Now, then: having stated the official policy, let me add this: oh yes I *DID* do searches with the name "Klaas de Vries Jr" — you're dead wrong about that, mister — and those didn't produce anything useful. There is nothing that I was able to retrieve that indicates you are either a journalist or working for a legitimate news organization in any way. Your claims do not constitute proof, and though you may be a blogger, that by itself does not a journalist make.

Moreover, all I was able to pull up were more pages of you either complaining to someone else about alleged fraud that has yet to be proven, carping about how someone else is impersonating you (also unproven), ranting about this persistent nemesis of yours named Defrawy, or struggling to be some kind of author or entrepreneur, to which end there are mentions of you possibly trying to represent artists and of a supposedly 'hilarious' published exchange between you and someone claiming to be an African prince. None of which is relevant to my reportage on USAVoice. And I've had far more expert people than I am sussing out domain info on USAVoice, none of which produced anything useful, either. Whoever is behind that outfit, they remain Vegas-based shadows — and that alone is highly suspicious in the news business, which needs to be far more transparent than that.
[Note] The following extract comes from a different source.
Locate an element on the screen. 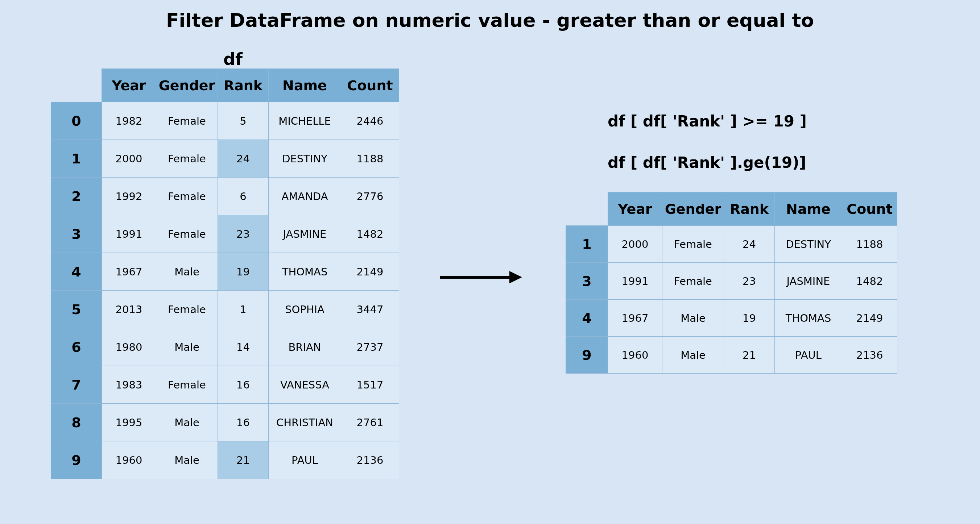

Good luck in your entrepreneurial endeavors, whoever you are, and please leave news reporting to real reporters: you haven't the skill for it. (Translation: go peddle your bogus crap somewhere else, and stop bothering legitimate reporters, you dork!)

As for the rest: anyone heard anything more about NewAssignment.Net?? I'm dying to know if they're going to make a real go of it, and whether independent journalists such as yours truly have even a ghost of a chance of getting work from them.

Until next time ...

UPDATE: USAVoice never did come to pass, other than as a marketing effort and an attempt to get a whole bunch of e-mail addresses for potential marketing mailing lists. Almost a year after my posts ran, the Washington Post (no pun intended) ran this story on phishing via job ads like those from USAVoice. Enough said on that. And as for NewAssignment.net, it didn't survive either, though I'm guessing that had more to do with the lack of a successful business model to fund online journalism — something we still don't have in 2014, more's the pity.


2 comments:

  1. You don't have to guess. You can follow the progress of NewAssignment.Net are my blog, PressThink.

    There's tons about me on the Web; I'm hardly what you would call fly-by-night. Also, I am not making you any promises or offers-- implicit, explicit. None. I don't know if NewAssignment.Net will be successful, and I don't know if it will mean work for writers such as yourself. If it works really really well, maybe it could.

    Jay Rosen

    ReplyDelete
  2. Oh, I've been keeping up with your blog, all right. Just curious as to when the enterprise will get off the ground. But you're right to be careful: you want to do as much groundwork as you can to make the thing fly -- and I hope it does. And thanks for noticing the blog! Perhaps it will now be read by 16 people instead of just 15 ...

    ReplyDelete

Please write your comment here. Comments will be posted after they have been reviewed.